There was a pistol on the wall.

Mus thought about his journey through Greece, 25 years ago, and stopped mid-sentence as he stared down at his coffee. He had just finished telling her about the rocks in his head. Those rocks of Arabic, Greek, English, Finnish that grinded through his mind painfully.

But yes, Greece – when he had arrived as a refugee from Syria so long ago, speaking a kind of pidgin English, with no choice but to communicate. He had learned to listen, and that’s when those rocks started entering his head. Greek, English, and whenever he could Arabic. Cutting through his brain and reopening the wounds just as they were healing, slow rounds of sharp rocks, grinding, grinding.

Greece, finally getting those words out. Finally able to say a few lines, to express some of what he felt, to write down a few rhymes, and most importantly, finally allowing those rocks to become pebbles, only kneading and prodding, but never cutting. But unable to stay there for long. And at the end of the rocky, paper littered tunnel, Finland. And how the rocks there cut, and were covered with ice.

She looked at him sympathetically as he told her about the rocks.
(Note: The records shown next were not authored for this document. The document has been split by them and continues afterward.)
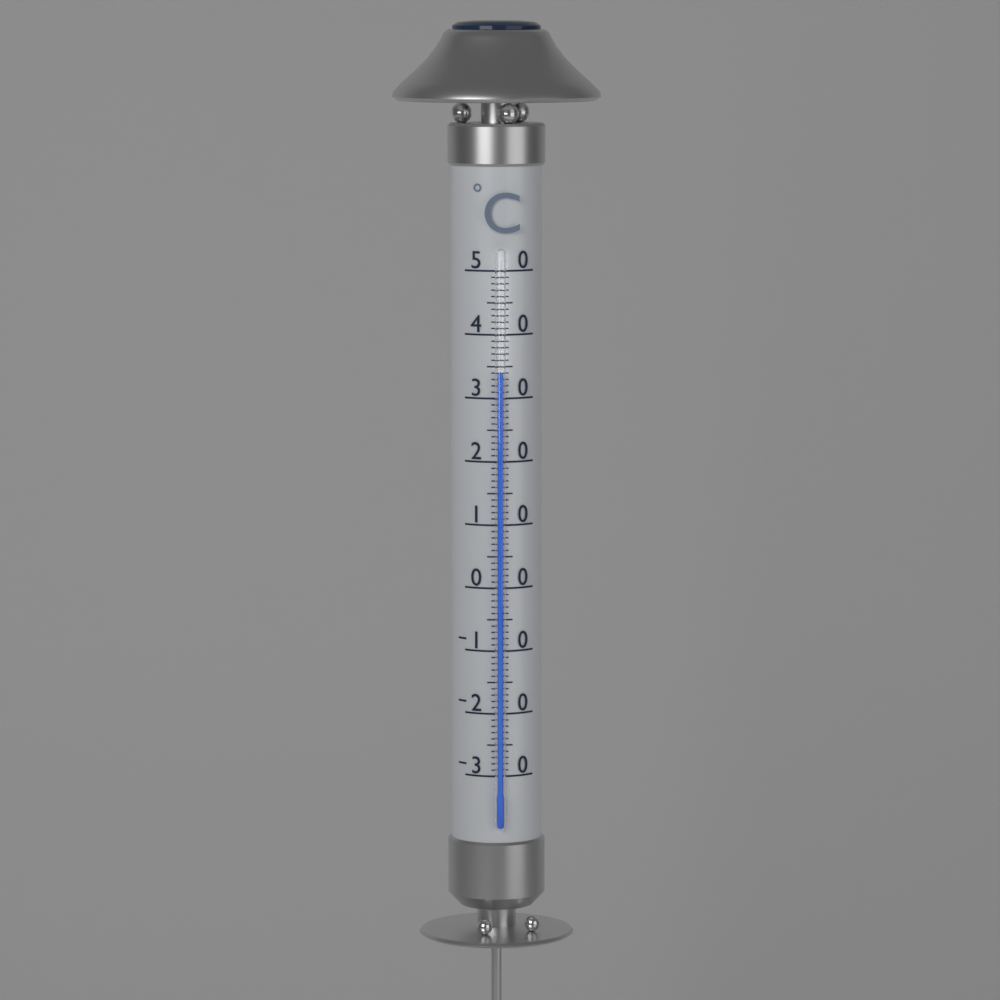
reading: 34 °C
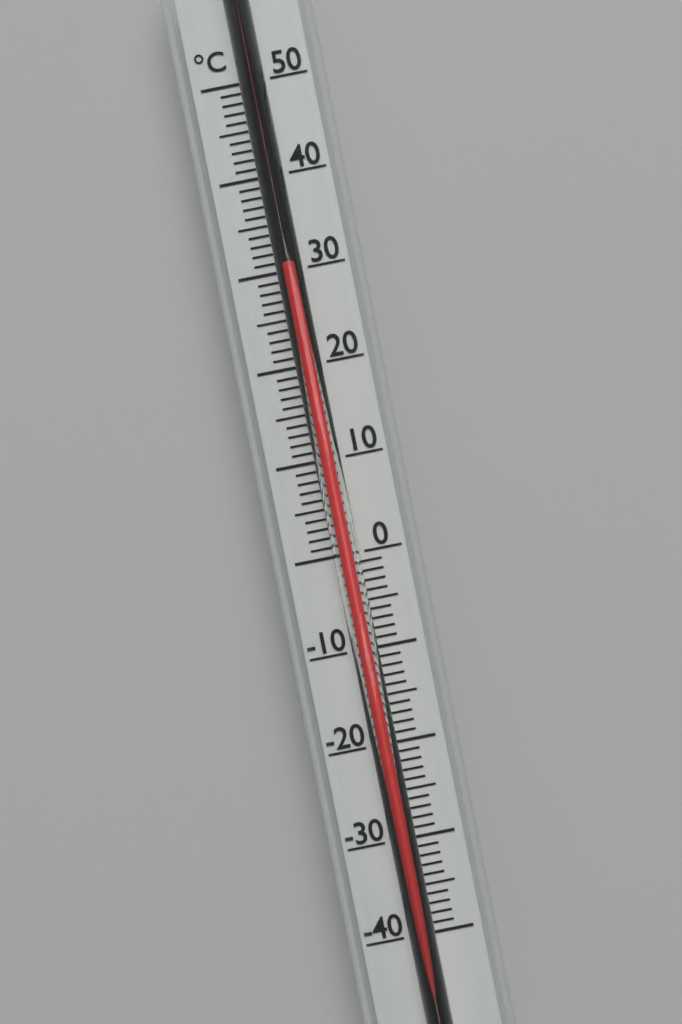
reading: 30 °C
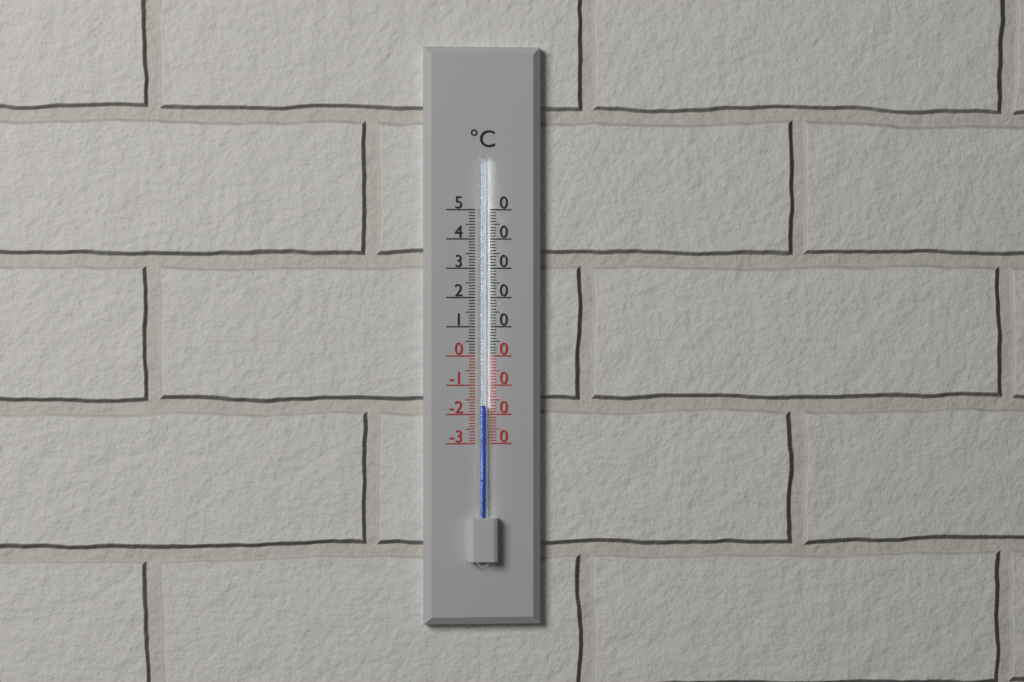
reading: -17 °C
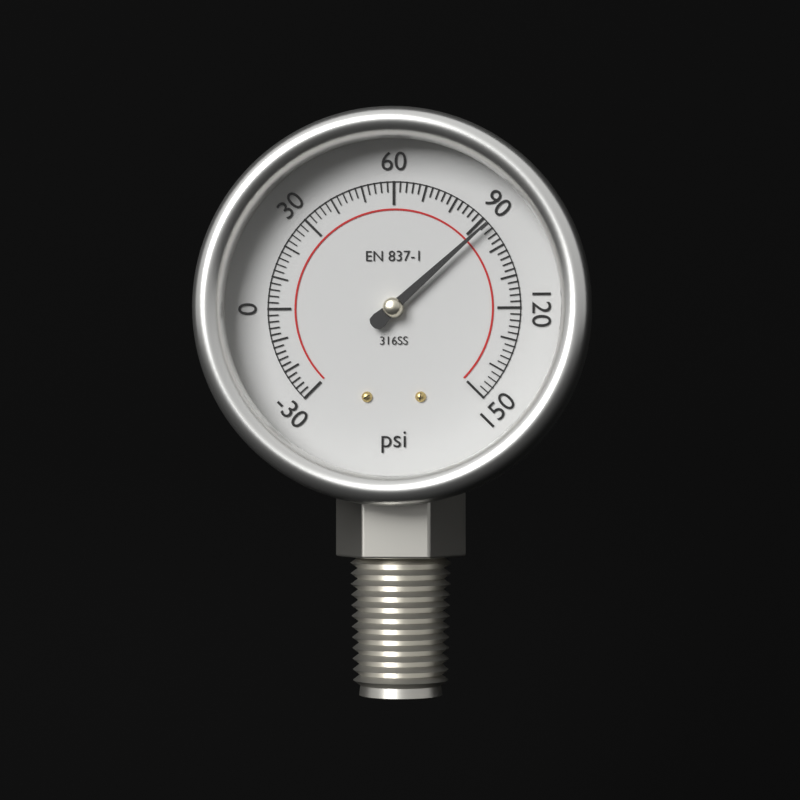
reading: 92 psi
Yes, it seemed that she could imagine the rocks in his head as he counted them on to the table – 1, 2, 3, 4, 5 … mixed with the tears. Why could he so easily cry in front of this young girl who said nothing to him, but simply listened patiently to his broken Finnish?

There was still a pistol on the wall.

The rocks. The rocks were worth it. They were worth the pain, and they were worth the tooth-gnashing grinding as the synapses in his brain were formed and broken and healed over again. Each day Mus let them surface for a few minutes, and make a few cuts, but today…

- Are you sure you don’t want to use a tissue?

She held out a yellow napkin to him. The rocks were worth it. At the end, he felt how great it was to be able to say, with sincerity, a simple ‘hello’. And to know that at the end, he could still look with dignity at this girl across the table and say:

- Chekhov is wrong. I don’t have to use the pistol.